Opinion

Lim: Censorship

Melanie T. Lim

I grew up in a censor-free household. There was no question I could not raise, no topic considered taboo, no material that was prohibited in our household. So, yes, I value freedom.

But I grew up in an era when people had the luxury of time to think and reflect before acting on their thoughts or sharing their feelings. Messaging was slow so responses were measured.

Today, however, messages travel with lightning speed. And in seconds, the capacity to spread misinformation is massive. Misinformation is false information spread unintentionally as in the case of sharing outdated information or information that is not accurate.

Disinformation is false information spread intentionally to pursue financial goals or political agendas among other darker motives. Mal-information, on the other hand, is true information spread to cause harm to others as when private information or photos are leaked.

This is social media’s immense power to influence elections, mount rebellions, push conspiracy theories and hypnotize millions to make catastrophic choices. This is how social media has managed to prolong this pandemic and bring about disease, death and destruction on a global scale.

When mask mandates result in verbal abuse, physical altercations and militant action, when frontline personnel are met with ridicule, hostility and violence, when false information leads people to make harmful decisions, any sane-thinking society would know it’s time to curb freedom of expression.

Mal-information maligns.

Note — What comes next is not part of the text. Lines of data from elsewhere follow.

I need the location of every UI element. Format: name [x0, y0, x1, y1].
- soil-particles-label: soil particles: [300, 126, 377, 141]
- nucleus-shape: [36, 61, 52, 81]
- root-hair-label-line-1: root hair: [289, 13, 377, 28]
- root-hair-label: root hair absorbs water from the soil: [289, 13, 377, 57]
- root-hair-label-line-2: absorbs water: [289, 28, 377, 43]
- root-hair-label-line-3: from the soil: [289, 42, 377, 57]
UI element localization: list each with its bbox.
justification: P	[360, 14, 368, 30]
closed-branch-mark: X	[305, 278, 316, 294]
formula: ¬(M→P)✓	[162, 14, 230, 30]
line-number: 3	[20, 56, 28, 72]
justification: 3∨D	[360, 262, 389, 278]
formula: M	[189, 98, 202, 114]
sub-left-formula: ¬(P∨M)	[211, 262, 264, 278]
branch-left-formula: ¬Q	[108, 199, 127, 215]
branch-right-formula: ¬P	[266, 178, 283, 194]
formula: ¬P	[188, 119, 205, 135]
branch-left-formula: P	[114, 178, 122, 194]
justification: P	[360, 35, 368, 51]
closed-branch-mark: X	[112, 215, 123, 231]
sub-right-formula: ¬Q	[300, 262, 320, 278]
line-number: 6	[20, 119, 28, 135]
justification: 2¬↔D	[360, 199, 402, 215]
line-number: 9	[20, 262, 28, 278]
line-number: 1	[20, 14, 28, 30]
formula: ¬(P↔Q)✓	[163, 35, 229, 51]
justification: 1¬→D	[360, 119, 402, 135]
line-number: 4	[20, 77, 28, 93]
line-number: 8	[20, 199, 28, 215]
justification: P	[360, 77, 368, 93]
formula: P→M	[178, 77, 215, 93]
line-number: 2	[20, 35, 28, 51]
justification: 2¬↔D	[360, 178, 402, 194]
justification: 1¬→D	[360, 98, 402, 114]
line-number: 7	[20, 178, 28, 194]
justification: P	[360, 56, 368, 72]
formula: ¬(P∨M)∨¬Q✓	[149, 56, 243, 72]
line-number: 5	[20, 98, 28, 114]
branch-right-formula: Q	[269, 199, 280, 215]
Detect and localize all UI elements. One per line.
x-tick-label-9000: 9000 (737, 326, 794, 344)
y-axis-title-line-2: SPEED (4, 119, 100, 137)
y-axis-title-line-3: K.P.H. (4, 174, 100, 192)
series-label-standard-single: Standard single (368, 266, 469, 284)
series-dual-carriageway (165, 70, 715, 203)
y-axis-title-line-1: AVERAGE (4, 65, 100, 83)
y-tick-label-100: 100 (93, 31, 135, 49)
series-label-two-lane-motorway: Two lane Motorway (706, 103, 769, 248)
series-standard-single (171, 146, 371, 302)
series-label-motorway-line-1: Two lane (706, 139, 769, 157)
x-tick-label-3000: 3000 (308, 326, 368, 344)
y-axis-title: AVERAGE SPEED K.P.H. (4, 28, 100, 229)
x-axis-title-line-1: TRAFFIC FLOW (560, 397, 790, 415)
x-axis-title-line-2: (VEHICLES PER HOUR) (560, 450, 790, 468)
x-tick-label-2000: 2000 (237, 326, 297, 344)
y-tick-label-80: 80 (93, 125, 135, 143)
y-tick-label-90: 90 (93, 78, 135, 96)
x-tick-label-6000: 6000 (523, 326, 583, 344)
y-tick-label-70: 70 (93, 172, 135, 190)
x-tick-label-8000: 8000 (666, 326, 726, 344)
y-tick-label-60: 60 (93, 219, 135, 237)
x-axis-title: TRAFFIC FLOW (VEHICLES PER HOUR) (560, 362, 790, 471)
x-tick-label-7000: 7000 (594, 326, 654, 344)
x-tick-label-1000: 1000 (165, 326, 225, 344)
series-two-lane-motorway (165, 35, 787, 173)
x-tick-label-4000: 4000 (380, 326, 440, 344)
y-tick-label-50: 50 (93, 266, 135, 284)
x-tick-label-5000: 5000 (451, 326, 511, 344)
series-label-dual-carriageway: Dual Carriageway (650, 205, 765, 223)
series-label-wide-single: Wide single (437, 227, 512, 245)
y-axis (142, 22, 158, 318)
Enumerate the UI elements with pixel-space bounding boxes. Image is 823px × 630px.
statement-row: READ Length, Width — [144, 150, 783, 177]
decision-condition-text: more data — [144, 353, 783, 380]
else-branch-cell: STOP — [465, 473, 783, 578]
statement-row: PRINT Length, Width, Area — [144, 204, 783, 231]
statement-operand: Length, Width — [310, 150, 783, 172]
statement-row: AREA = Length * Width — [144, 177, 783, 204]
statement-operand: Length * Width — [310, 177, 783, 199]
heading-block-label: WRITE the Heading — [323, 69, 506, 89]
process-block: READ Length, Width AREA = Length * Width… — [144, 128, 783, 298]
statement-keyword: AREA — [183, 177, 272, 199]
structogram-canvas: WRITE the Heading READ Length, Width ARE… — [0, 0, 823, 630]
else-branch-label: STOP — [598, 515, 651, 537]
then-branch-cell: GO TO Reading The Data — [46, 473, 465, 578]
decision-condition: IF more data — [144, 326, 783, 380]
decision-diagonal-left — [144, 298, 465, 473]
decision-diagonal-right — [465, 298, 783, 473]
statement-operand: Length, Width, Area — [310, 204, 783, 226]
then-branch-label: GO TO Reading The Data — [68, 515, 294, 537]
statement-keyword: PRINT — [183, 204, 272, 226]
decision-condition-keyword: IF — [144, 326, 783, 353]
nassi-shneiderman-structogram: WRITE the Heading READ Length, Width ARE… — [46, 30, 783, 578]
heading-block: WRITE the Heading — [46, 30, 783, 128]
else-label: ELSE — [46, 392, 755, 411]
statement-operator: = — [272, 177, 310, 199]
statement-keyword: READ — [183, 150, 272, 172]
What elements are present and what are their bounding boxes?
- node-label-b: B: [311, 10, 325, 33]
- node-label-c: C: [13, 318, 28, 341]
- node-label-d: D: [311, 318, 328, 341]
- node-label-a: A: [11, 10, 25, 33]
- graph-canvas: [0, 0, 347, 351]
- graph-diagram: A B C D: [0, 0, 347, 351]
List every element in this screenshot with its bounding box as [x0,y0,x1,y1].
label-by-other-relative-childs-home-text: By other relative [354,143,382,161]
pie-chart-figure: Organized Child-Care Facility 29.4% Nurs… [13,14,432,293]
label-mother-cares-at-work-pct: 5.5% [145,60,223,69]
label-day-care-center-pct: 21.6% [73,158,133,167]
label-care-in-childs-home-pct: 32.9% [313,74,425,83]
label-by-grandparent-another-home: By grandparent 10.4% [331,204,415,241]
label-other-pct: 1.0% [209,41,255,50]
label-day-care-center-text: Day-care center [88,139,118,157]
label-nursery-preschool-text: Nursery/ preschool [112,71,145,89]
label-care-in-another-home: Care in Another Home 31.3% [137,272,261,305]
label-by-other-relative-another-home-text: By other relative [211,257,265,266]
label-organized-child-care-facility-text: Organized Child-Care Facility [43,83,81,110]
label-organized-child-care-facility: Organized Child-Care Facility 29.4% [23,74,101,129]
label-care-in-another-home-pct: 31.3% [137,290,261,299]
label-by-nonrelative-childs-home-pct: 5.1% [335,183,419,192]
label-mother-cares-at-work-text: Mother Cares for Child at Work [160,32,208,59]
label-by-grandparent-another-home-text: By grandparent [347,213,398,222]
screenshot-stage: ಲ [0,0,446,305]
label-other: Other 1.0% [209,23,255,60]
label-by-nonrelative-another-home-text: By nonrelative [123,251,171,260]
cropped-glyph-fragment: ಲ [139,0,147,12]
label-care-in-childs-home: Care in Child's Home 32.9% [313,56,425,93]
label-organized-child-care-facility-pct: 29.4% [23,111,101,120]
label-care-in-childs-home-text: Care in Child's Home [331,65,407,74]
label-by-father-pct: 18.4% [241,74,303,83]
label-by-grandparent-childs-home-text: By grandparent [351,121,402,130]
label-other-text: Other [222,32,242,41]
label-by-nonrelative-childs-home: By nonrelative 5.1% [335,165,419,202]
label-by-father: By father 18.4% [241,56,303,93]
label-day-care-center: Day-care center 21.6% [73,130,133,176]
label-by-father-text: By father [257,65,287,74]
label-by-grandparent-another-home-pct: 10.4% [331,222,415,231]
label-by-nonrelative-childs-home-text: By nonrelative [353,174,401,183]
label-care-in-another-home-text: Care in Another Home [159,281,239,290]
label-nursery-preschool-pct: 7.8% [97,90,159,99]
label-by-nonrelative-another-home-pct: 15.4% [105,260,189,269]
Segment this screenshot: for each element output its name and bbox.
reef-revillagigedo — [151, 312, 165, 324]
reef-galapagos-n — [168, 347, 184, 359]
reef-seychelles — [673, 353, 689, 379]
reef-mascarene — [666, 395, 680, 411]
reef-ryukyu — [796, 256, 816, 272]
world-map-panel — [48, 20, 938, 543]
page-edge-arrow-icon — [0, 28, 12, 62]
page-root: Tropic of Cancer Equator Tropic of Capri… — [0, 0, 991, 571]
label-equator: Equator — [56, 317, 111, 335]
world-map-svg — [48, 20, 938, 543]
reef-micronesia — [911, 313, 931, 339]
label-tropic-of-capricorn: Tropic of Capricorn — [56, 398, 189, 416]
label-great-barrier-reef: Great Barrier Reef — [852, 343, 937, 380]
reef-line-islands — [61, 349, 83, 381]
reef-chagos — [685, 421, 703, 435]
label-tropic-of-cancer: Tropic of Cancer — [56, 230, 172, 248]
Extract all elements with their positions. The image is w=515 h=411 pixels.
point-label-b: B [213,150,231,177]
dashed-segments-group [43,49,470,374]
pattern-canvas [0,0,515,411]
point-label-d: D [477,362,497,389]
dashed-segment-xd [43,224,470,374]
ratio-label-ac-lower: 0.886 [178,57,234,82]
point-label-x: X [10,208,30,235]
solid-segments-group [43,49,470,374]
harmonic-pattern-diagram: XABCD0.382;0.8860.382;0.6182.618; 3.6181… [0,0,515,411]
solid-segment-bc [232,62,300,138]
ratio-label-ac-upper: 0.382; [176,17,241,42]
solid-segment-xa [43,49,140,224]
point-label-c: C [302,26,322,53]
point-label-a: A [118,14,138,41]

Misinformation misleads. Disinformation destroys and decimates otherwise civilized societies.

Freedom of expression is a fundamental right. But when the exercise of such freedom infringes upon another person’s right to live a life free of harm, such freedom must be curtailed.

If mainstream media are held accountable for the content they publish or broadcast, social media must also be held to account for the content posted on their sites. For if their platforms are designed to allow personal posts to proliferate as to prove destructive and deadly on a global scale, it is thus the moral obligation of these sites to censor content and stop the carnage.

Rules are restrictive but they show respect for others. Absolute freedom creates the perfect storm—for relationships to crumble, for societies to fall, for anarchy to reign. Personal boundaries, societal norms, public policy, legislation—they all exist for a reason.

I grew up in a censor-free household. But I cannot support a censor-free society. I have seen the folly of unbridled freedom especially when exercised without accountability. No pride can be taken when freedom is exercised to spread falsehood, to do harm, to kill or to destroy lives.